Back to the big white mansion in L.A. In the kitchen, to the right of the sink in the windowsill, Helen kept a box of index cards that had encouraging words written or typed on them. She had collected verses from the Bible and quotes from wise people, so there would always be something encouraging for her to think about while washing the dishes or fixing meals. A plaque hung on the kitchen wall that had a prayer of Reinhold Niebuhr which people now call the Serenity Prayer: “O God, grant me the serenity to accept the things I cannot change, the courage to change the things I can, and the wisdom to know the difference.” We could not have guessed when we were kids how much those words would come to mean to us in later years.

One funny thing to me about that kitchen was that there was always a mess somewhere. Maybe the top was left off the ketchup bottle or the pickle jar and they’d be sitting like that in the cabinet. Or there would be a spill from a cupboard dripping onto the counter. Or one of the kids would pour a glass of milk and it would end up half in the glass and half on the table or on the floor. My mom liked things neat and clean, so Chip and I always had to be very careful. I thought it was kind of wonderful that the Young kids were free of that tight restriction – although I was also horrified by the messiness.

As we got a bit older, the kids drank “Instant Breakfast” in the morning, which was a chocolate flavored powder that you stirred into milk, or “Sego” which was one of the early canned diet meal drinks. We were always in a big hurry to get to school in the mornings. It was so hard to wake Marilyn up, and then there was that last minute homework. (I never had last-minute homework, but that’s how the family often managed at the Youngs’ house.) There was certainly no time to eat breakfast if you had to sit down to do it.

By the time we got to seventh grade, we were always going on diets. There was the grapefruit diet, where we ate a half a grapefruit with every meal. For that one, I was actually allowed to spend one whole week with the girls, eating together and running around the track behind the house every day. We were very diligent – for that week! But it was hard for all of us to stick with anything much longer than that.

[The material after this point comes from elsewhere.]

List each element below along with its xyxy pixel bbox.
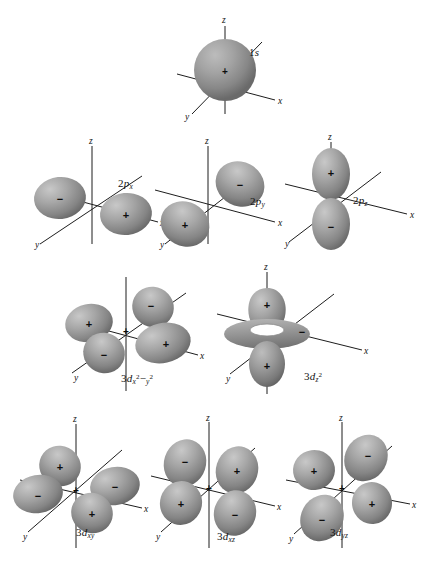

Being so often restricted at home on what I could eat, coupled with my early association of comfort with food, encouraged a sneakiness in me. But I had a mother one could not easily get past. Sometimes she was incredibly conscious of what she had in the kitchen and the freezer. Once she came home from work and hollered, “There were thirteen cookies in the cabinet and now there are only ten! I want to know who ate them!!” On another occasion I asked if I could have some grapes and she responded, “Yes. Six.” Something rose up in me that said, “I’d rather have no grapes than eat just six!” The atmosphere was so controlling that I sadly came to associate bounty with freedom, and restriction with being deprived. It took me a long time to retrain myself.

After the kitchen came the breakfast room, where sit-down-together meals were usually eaten (rarely, like Sunday lunches after church). From there, or from the side door hallway, you got into Matt’s rooms. He had two rooms and a bathroom, like a little apartment of his own. I have a vague memory of my brother Chip and Matt tying me up in a chair and leaving me back there one time. I think I was pretty little at that point.

In my teenage years, I thought Matt’s rooms were very mysterious and fascinating and would wander (Shall we say sneak?) around in them, or sit and read his books when he wasn’t there. That’s where I made the acquaintance of J. D. Salinger and his Franny and Zooey. (That’s why Danny Jackson says he noticed me for the first time. He was impressed when Matt told him that I had read all of Franny and Zooey in just one long, delightful afternoon.)